The Guardian (Charlottetown)

Crowd cheers as Calgary city council unanimousl­y passes conversion therapy ban

- MADELINE SMITH POSTMEDIA NEWS

CALGARY – A rainbow-clad crowd burst into applause at city hall Monday as council unanimousl­y passed a motion to ban conversion therapy.

Calgary joins Edmonton and St. Albert as another Alberta community taking steps to block the harmful and discredite­d practice of using psychologi­cal or spiritual interventi­on to change a person’s sexual orientatio­n, gender identity or gender expression.

City staff will now draft a bylaw that prohibits conversion therapy and fine anyone found advertisin­g or offering the practice in Calgary. The motion also includes a request to push the federal and provincial government­s to end the practice.

Coun. Jeromy Farkas, who is openly bisexual, teared up as he talked about his experience­s coming out at a young age.

“When another person in authority, someone I trusted and admired, approached me and said that I could, more or less, pray the ‘me’ away, I felt humiliated,” Farkas said.

“I would say more than 20 years later and serving in a public role like I am, where every step and misstep is broadcast on television, I still have never felt so humiliated as that day.”

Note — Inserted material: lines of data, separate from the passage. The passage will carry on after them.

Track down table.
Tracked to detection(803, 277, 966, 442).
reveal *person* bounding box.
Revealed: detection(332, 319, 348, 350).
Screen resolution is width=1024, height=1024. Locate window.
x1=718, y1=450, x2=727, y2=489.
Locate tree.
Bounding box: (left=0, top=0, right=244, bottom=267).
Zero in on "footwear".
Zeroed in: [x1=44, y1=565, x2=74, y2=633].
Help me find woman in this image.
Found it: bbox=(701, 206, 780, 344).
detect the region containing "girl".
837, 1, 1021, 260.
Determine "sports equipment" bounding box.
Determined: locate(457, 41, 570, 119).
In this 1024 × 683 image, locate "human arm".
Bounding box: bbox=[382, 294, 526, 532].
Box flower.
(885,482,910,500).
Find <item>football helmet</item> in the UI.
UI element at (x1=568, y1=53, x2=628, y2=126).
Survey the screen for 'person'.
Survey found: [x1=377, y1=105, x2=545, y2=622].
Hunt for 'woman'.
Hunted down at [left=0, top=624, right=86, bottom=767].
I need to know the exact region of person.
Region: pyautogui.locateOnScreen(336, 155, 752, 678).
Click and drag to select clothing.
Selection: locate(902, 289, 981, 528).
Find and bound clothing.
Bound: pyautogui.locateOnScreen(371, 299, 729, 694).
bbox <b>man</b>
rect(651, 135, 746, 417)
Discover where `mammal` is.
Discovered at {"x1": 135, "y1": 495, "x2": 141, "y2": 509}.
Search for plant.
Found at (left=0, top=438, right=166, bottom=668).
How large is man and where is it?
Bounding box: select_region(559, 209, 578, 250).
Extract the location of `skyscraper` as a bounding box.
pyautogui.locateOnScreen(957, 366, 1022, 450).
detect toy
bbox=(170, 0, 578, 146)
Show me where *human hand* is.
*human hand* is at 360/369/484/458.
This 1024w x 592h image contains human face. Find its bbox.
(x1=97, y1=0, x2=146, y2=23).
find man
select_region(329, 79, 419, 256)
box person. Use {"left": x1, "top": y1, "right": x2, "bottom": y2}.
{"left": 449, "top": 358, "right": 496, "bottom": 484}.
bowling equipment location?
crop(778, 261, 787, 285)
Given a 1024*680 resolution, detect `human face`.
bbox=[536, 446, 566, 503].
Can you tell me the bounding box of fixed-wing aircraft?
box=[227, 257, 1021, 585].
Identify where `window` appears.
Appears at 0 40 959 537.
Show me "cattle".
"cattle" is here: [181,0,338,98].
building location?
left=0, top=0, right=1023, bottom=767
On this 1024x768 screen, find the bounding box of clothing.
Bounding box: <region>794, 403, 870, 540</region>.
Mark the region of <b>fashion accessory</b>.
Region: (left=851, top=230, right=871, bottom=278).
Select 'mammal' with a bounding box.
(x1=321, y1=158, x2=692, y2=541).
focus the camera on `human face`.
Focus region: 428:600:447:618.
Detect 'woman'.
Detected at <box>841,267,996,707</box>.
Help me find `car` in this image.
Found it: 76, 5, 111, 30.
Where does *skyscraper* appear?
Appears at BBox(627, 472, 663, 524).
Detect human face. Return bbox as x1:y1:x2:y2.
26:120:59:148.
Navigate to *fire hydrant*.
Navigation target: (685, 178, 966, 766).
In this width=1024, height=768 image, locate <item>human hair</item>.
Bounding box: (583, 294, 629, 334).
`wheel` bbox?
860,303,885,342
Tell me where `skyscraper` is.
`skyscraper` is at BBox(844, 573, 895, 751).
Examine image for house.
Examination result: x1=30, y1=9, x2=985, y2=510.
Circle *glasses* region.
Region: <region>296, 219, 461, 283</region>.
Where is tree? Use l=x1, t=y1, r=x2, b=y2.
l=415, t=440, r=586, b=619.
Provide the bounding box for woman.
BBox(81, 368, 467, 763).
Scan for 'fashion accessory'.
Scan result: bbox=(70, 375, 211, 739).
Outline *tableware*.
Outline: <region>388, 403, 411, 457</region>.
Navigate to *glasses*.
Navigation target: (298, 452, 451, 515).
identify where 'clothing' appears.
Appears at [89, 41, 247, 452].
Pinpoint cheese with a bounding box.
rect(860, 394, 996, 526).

Many councillor­s said the province and feds need to do more about conversion therapy. The Liberal government is currently looking at a ban across Canada, but there’s no law in place yet. Last year,

Alberta’s UCP government cancelled a working group tasked with banning conversion therapy in the province, just a month before the federal government issued a letter to provinces and territorie­s urging them to do their part in abolishing the “cruel exercise.”

Farkas said he still has concerns about whether the move to ban conversion therapy should fall to the city when the other levels of government have more powers to stop it.

But he still put his support behind the motion.

“Some will say that this is virtue signalling, but is it worth it to send a signal about the kind of city we are and we want to be? Damn straight.”

‘It sends shivers up your spine’

Lois Szabo, 83, watched at city hall as one by one, council members spoke in support of the ban on conversion therapy. In 1970, she helped found Club Carousel, Calgary’s first gay bar. That was a time when people “wouldn’t have dared” to be a politician and openly LGBTQ.

“If they dared to enter politics at all, they wouldn’t have been open and out and supported,” she said. “It sends shivers up your spine to realize that people are now standing up.”

Szabo came out as a lesbian in the 1960s, and she said the fight for equal rights is far from over.

“We can’t let up for one minute. I’m disappoint­ed to see not so many grey-haired people at this event. They should be packed here with people who went through hell to get what we’ve got.”

 ?? GAVIN YOUNG/POSTMEDIA ?? Supporters of a motion before council to ban conversion therapy in the Calgary attend a council session on Monday.
GAVIN YOUNG/POSTMEDIA Supporters of a motion before council to ban conversion therapy in the Calgary attend a council session on Monday.